Overlooked Britain Lucinda Lambton
There are some entrancingly unexpected stained-glass windows of Alice in Wonderland to be found in All Saints’ Church at Daresbury in Cheshire. I write ‘unexpected’ but, considering the adventures Alice and her anthropomorphic pals got up to, it is no great surprise to find them here, above the altar of a late-19thcentury English parish church.
The creator of these characters, Charles Lutwidge Dodgson, otherwise famed as Lewis Carroll – writer, mathematician, logician, Anglican deacon, and photographer – was born in Daresbury’s Old Parsonage in 1832. His father, Charles Dodgson, was the vicar there for sixteen years and our hero-tobe lived at Daresbury for the first eleven years of his life (reading The Pilgrim’s
Progress when he was seven years old), along with nine of his ten siblings. One of the most beguiling aspects of
Alice’s Adventures in Wonderland is catching glimpses of 19th-century life: of hatters by the score being driven mad by their use of poisonous mercury vapours on felt hats; of his invented turtle heralding the new and fashionable soup; of Victorian children keeping pet dormice in teapots – although another and even better theory about this little creature is that it was
based on a pet wombat belonging to the painter Dante Gabriel Rossetti, who described his much-loved animal as ‘a joy, a triumph and a madness’. It slept a great deal and James Mcneill Whistler wrote of dining with Rossetti in Cheyne Walk with, among others, George Meredith and Algernon Swinburne, with the somnolent wombat curled up on the epergne throughout the evening. Ford Madox Brown always claimed that it was this singular sight that inspired Carroll to write it into the Mad Hatter’s tea party. It sleeps on in these windows, along with many other colourful characters.

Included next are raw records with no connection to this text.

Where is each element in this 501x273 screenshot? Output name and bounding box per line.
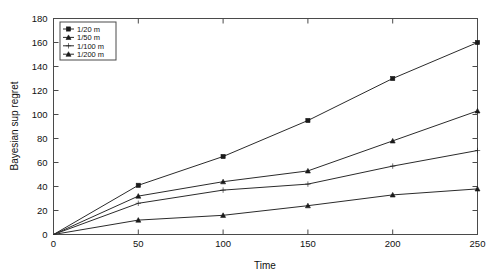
data-point bbox=[136, 183, 140, 187]
data-point bbox=[475, 40, 479, 44]
y-tick-label: 0 bbox=[42, 229, 47, 240]
y-axis-label: Bayesian sup regret bbox=[9, 81, 20, 170]
y-tick-label: 180 bbox=[32, 13, 48, 24]
data-point bbox=[306, 118, 310, 122]
x-tick-label: 200 bbox=[385, 238, 401, 249]
series-3 bbox=[54, 148, 481, 235]
x-tick-label: 150 bbox=[300, 238, 316, 249]
legend-item-label: 1/200 m bbox=[77, 50, 104, 59]
series-line bbox=[54, 189, 478, 235]
y-axis-tick-labels: 020406080100120140160180 bbox=[32, 13, 48, 240]
x-axis-label: Time bbox=[254, 260, 276, 271]
x-tick-label: 50 bbox=[133, 238, 144, 249]
y-tick-label: 140 bbox=[32, 61, 48, 72]
x-tick-label: 100 bbox=[215, 238, 231, 249]
series-line bbox=[54, 151, 478, 235]
axes-frame bbox=[54, 19, 478, 235]
y-tick-label: 80 bbox=[37, 133, 48, 144]
data-series-group bbox=[54, 40, 481, 234]
data-point bbox=[66, 27, 70, 31]
y-tick-label: 100 bbox=[32, 109, 48, 120]
series-line bbox=[54, 111, 478, 235]
y-tick-label: 160 bbox=[32, 37, 48, 48]
y-tick-label: 40 bbox=[37, 181, 48, 192]
y-tick-label: 120 bbox=[32, 85, 48, 96]
line-chart: 020406080100120140160180 050100150200250… bbox=[0, 0, 501, 273]
data-point bbox=[391, 76, 395, 80]
y-axis-ticks bbox=[54, 19, 478, 235]
y-tick-label: 60 bbox=[37, 157, 48, 168]
data-point bbox=[475, 108, 480, 113]
chart-legend[interactable]: 1/20 m1/50 m1/100 m1/200 m bbox=[60, 22, 116, 60]
x-tick-label: 250 bbox=[470, 238, 486, 249]
data-point bbox=[221, 154, 225, 158]
series-2 bbox=[54, 108, 481, 234]
y-tick-label: 20 bbox=[37, 205, 48, 216]
x-axis-ticks bbox=[54, 19, 478, 235]
x-axis-tick-labels: 050100150200250 bbox=[51, 238, 486, 249]
chart-figure: 020406080100120140160180 050100150200250… bbox=[0, 0, 501, 273]
x-tick-label: 0 bbox=[51, 238, 56, 249]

Three illustrious Victorians were responsible for Daresbury’s glass. As well as Carroll himself, there was John Tenniel, the magnificently mustachioed kingpin illustrator and political cartoonist – no small requirement for drawing Alice and her companions’ shenanigans. Last, but by no means least, Geoffrey Webb steps into the spotlight: a stained-glass artist whose liberal use of brilliant white gives a particular vibrancy to his work. He had trained under the incomparable Charles Eamer Kempe, the stained-glass designer and manufacturer, who produced more than 4,000 windows from his highly successful firm in Marylebone, all of them glowing forth in particularly rich detail with instantly recognisable, beautiful and strangely modern – almost cutesy – faces.

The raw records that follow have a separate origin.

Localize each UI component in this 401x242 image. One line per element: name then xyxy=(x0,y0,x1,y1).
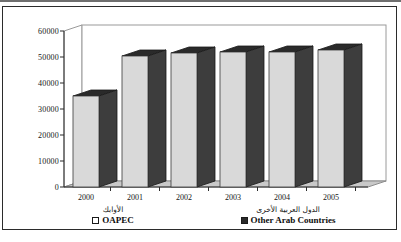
bar-2002 xyxy=(171,47,215,187)
legend-label-en-wrap: Other Arab Countries xyxy=(193,215,383,225)
legend-label-ar: الدول العربية الأخرى xyxy=(193,205,383,214)
x-tick-label: 2004 xyxy=(274,193,290,202)
x-tick-label: 2005 xyxy=(323,193,339,202)
legend-label-ar: الأوابك xyxy=(43,205,183,214)
x-tick-label: 2003 xyxy=(225,193,241,202)
legend-entry-oapec: الأوابك OAPEC xyxy=(43,205,183,225)
page-edge-gap xyxy=(0,2,401,5)
bar-2001 xyxy=(122,50,166,187)
x-tick-label: 2002 xyxy=(176,193,192,202)
bar-2005 xyxy=(318,44,362,187)
legend-label-en: Other Arab Countries xyxy=(251,215,336,225)
chart-plot: 60000 50000 40000 30000 20000 10000 0 xyxy=(3,7,396,229)
x-tick-label: 2000 xyxy=(78,193,94,202)
legend-label-en-wrap: OAPEC xyxy=(43,215,183,225)
chart-figure: 60000 50000 40000 30000 20000 10000 0 xyxy=(0,0,401,242)
light-square-icon xyxy=(92,217,99,224)
legend-label-en: OAPEC xyxy=(102,215,134,225)
legend-entry-other-arab-countries: الدول العربية الأخرى Other Arab Countrie… xyxy=(193,205,383,225)
bar-2004 xyxy=(269,46,313,187)
chart-frame: 60000 50000 40000 30000 20000 10000 0 xyxy=(2,6,397,230)
dark-square-icon xyxy=(241,217,248,224)
bar-2003 xyxy=(220,46,264,187)
bar-2000 xyxy=(73,90,117,187)
x-tick-label: 2001 xyxy=(127,193,143,202)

Webb never reached such countrywide fame but his Alice in Wonderland windows were a singular triumph. Many have tried over the years to outdo Tenniel’s brilliant illustrations but all have failed – even Arthur Rackham, Mervyn Peake and Carroll himself.

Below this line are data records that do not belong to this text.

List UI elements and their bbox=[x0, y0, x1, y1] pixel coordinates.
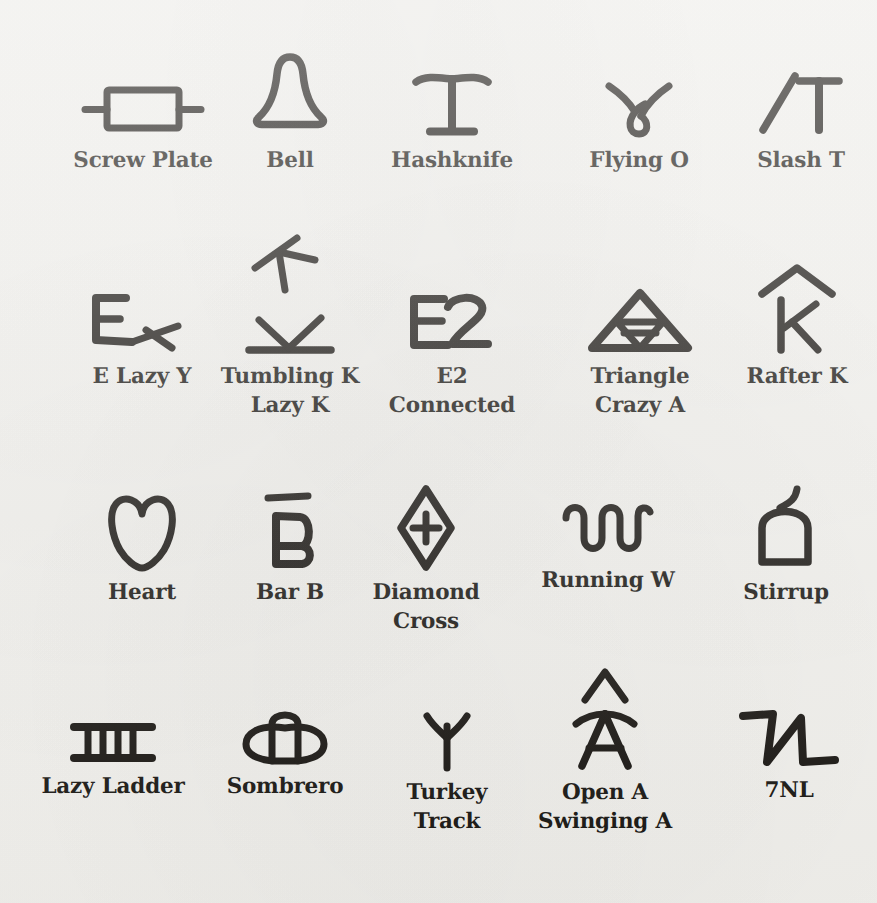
brand-label: Flying O bbox=[589, 146, 688, 175]
brand-label: Triangle Crazy A bbox=[591, 362, 690, 420]
lazy-ladder-brand-icon bbox=[68, 718, 158, 766]
brand-label: Diamond Cross bbox=[372, 578, 479, 636]
brand-item-hashknife: Hashknife bbox=[372, 68, 532, 175]
screw-plate-brand-icon bbox=[81, 78, 205, 140]
flying-o-brand-icon bbox=[597, 76, 681, 140]
brand-item-flying-o: Flying O bbox=[569, 76, 709, 175]
brand-label: Screw Plate bbox=[73, 146, 212, 175]
turkey-track-brand-icon bbox=[419, 712, 475, 772]
bell-brand-icon bbox=[242, 52, 338, 140]
brand-item-open-a-swinging-a: Open A Swinging A bbox=[529, 668, 681, 836]
open-a-swinging-a-brand-icon bbox=[562, 668, 648, 772]
brand-item-triangle-crazy-a: Triangle Crazy A bbox=[569, 286, 711, 420]
brand-label: Heart bbox=[108, 578, 176, 607]
brand-item-bar-b: Bar B bbox=[230, 490, 350, 607]
brand-label: Open A Swinging A bbox=[538, 778, 672, 836]
brand-label: Bell bbox=[266, 146, 313, 175]
brand-label: Tumbling K Lazy K bbox=[221, 362, 360, 420]
running-w-brand-icon bbox=[560, 498, 656, 560]
brand-item-tumbling-k-lazy-k: Tumbling K Lazy K bbox=[213, 232, 367, 420]
brand-item-running-w: Running W bbox=[536, 498, 680, 595]
brand-label: Bar B bbox=[256, 578, 324, 607]
brand-label: Rafter K bbox=[746, 362, 847, 391]
brand-item-e-lazy-y: E Lazy Y bbox=[62, 290, 222, 391]
seven-n-l-brand-icon bbox=[737, 706, 841, 770]
brand-item-turkey-track: Turkey Track bbox=[387, 712, 507, 836]
slash-t-brand-icon bbox=[755, 68, 847, 140]
e-lazy-y-brand-icon bbox=[86, 290, 198, 356]
brand-label: Lazy Ladder bbox=[41, 772, 184, 801]
bar-b-brand-icon bbox=[260, 490, 320, 572]
diamond-cross-brand-icon bbox=[395, 484, 457, 572]
brand-label: E2 Connected bbox=[389, 362, 515, 420]
brand-item-heart: Heart bbox=[72, 492, 212, 607]
cattle-brands-plate: Screw Plate Bell Hashknife Flyin bbox=[0, 0, 877, 903]
sombrero-brand-icon bbox=[242, 706, 328, 766]
brand-label: Stirrup bbox=[743, 578, 829, 607]
heart-brand-icon bbox=[106, 492, 178, 572]
triangle-crazy-a-brand-icon bbox=[584, 286, 696, 356]
rafter-k-brand-icon bbox=[754, 262, 840, 356]
brand-label: 7NL bbox=[764, 776, 813, 805]
brand-item-diamond-cross: Diamond Cross bbox=[366, 484, 486, 636]
brand-item-sombrero: Sombrero bbox=[215, 706, 355, 801]
brand-label: Turkey Track bbox=[407, 778, 488, 836]
e2-connected-brand-icon bbox=[404, 290, 500, 356]
brand-item-e2-connected: E2 Connected bbox=[382, 290, 522, 420]
brand-item-bell: Bell bbox=[220, 52, 360, 175]
hashknife-brand-icon bbox=[406, 68, 498, 140]
brand-label: Slash T bbox=[757, 146, 844, 175]
stirrup-brand-icon bbox=[750, 484, 822, 572]
brand-label: Running W bbox=[541, 566, 674, 595]
brand-label: Sombrero bbox=[227, 772, 344, 801]
brand-label: Hashknife bbox=[391, 146, 513, 175]
brand-item-screw-plate: Screw Plate bbox=[63, 78, 223, 175]
brand-label: E Lazy Y bbox=[93, 362, 192, 391]
brand-item-seven-n-l: 7NL bbox=[722, 706, 856, 805]
brand-item-slash-t: Slash T bbox=[736, 68, 866, 175]
brand-item-rafter-k: Rafter K bbox=[731, 262, 863, 391]
brand-item-lazy-ladder: Lazy Ladder bbox=[33, 718, 193, 801]
tumbling-k-lazy-k-brand-icon bbox=[235, 232, 345, 356]
brand-item-stirrup: Stirrup bbox=[726, 484, 846, 607]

Somewhat weak Alice windows look down on the dining hall at Christ Church, Oxford. The figures are not by Tenniel and the magic has therefore gone. There is, I fear, a largely repellent legacy throughout the world. Few sculptures are as disagreeable as the mishmash of grotesques that is the Mad Hatter’s tea party in New York’s Central Park. What, too, about the monstrous CITEC building in Germany’s University of Bielefeld, smothered with a faux surrealist scene of Alice meeting the rabbit? As for CIF Power and Shine Bathroom Cleaner, being advertised by the Mad Hatter cavorting with Alice ... the list is grimly endless.
In Daresbury’s parish church, however, we have perfection, with Tenniel’s genius surrounded by superb 19th century-looking ecclesiastical designs. Also included is Geoffrey Webb’s trademark – a spider with its web, framed here with Gothic trefoils. It is remarkable that these richly robust windows were dedicated as late as 1935.